Kemi Badenoch, leader of the Conservative Party, has sat down for an interview with the Spectator, her former employer. Badenoch, well known for her esoteric remarks, told the interview team of Katy Balls and new editor Michael Gove that, among other things, “I won’t touch bread if it’s moist”, and remarkably “I don’t think sandwiches are real food”.
But in among it all, Badenoch came out with an even more eye-catching comment: “Lunch,” she said, “is for wimps”.
As fans of ’80s Hollywood will tell you, that line is from the Oliver Stone movie Wall Street, and is delivered by Gordon Gekko, the swaggering financier with the red braces and the huge corner office, played by Michael Douglas.
The only problem for Badenoch is that, er, Gekko turns out to be a fraudster who’ll trample on anyone to get what he wants, and who ends up in the slammer. The Gekko character was so monumentally foul that he came to embody the excessive self-interest of Reagan-era America.
Fictional he may have been, but Gekko was based on a real-life Wall St con man named Ivan Boesky, who was the originator of the famous “greed is good” line, which also appears in the film. Boesky also ended up in jail, on charges of insider trading.
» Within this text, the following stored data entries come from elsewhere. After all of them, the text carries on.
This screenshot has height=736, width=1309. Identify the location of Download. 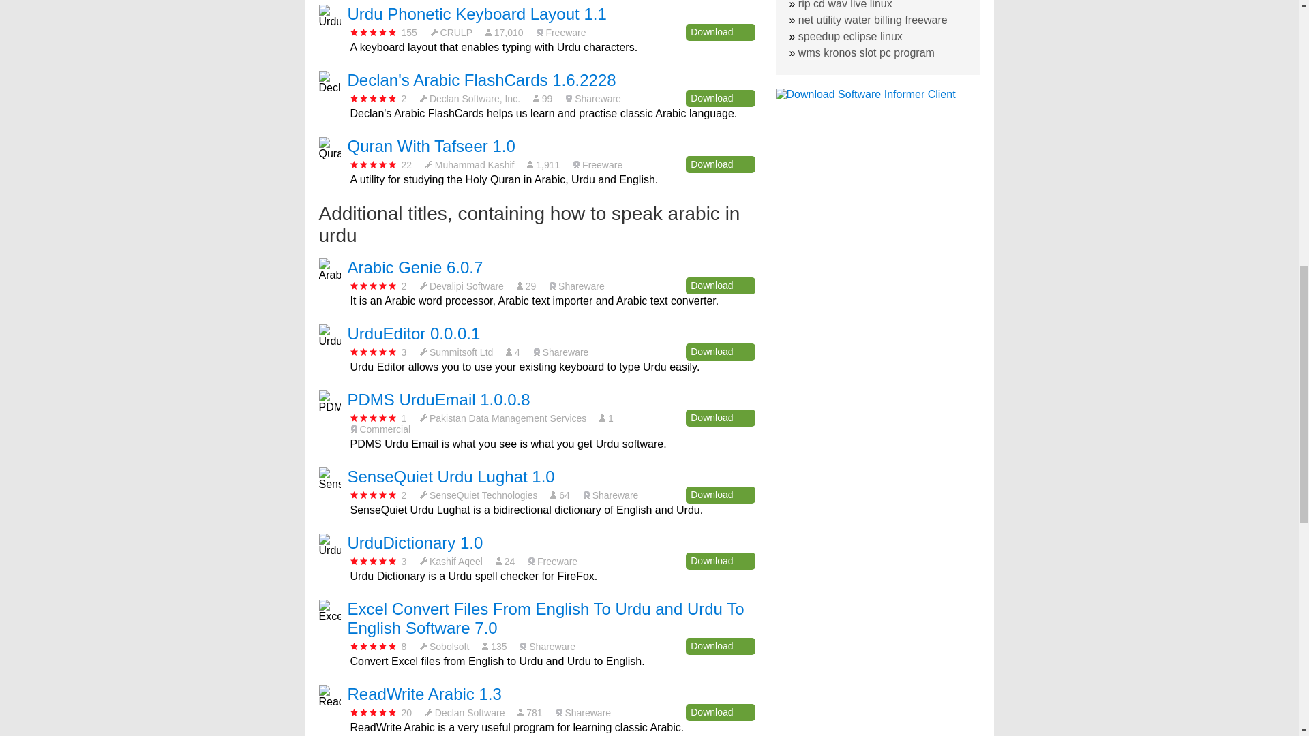
(720, 646).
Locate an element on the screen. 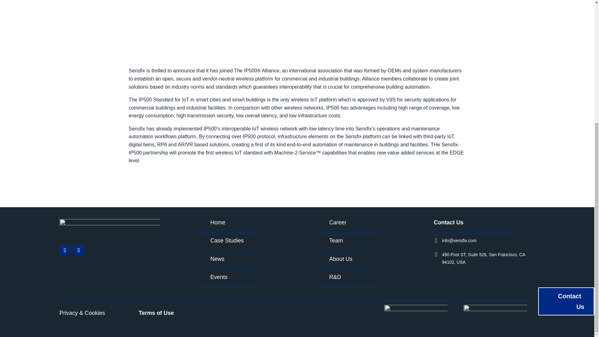 The height and width of the screenshot is (337, 599). Case Studies is located at coordinates (227, 240).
Moving to a very different type of fictional character, Badenoch also revealed that she felt a strong association with Daenerys Targaryen, the “Mother of Dragons” character from the TV series Game of Thrones. At the end of the saga, (spoiler alert) Targaryen goes mad, gets on a huge fire-breathing dragon and incinerates everything in sight before being killed by the person who is closest to her. All of which might give her colleagues at CCHQ pause for thought.
Perhaps if Badenoch wants to run the country, she might start by finding some less hair-raising role models.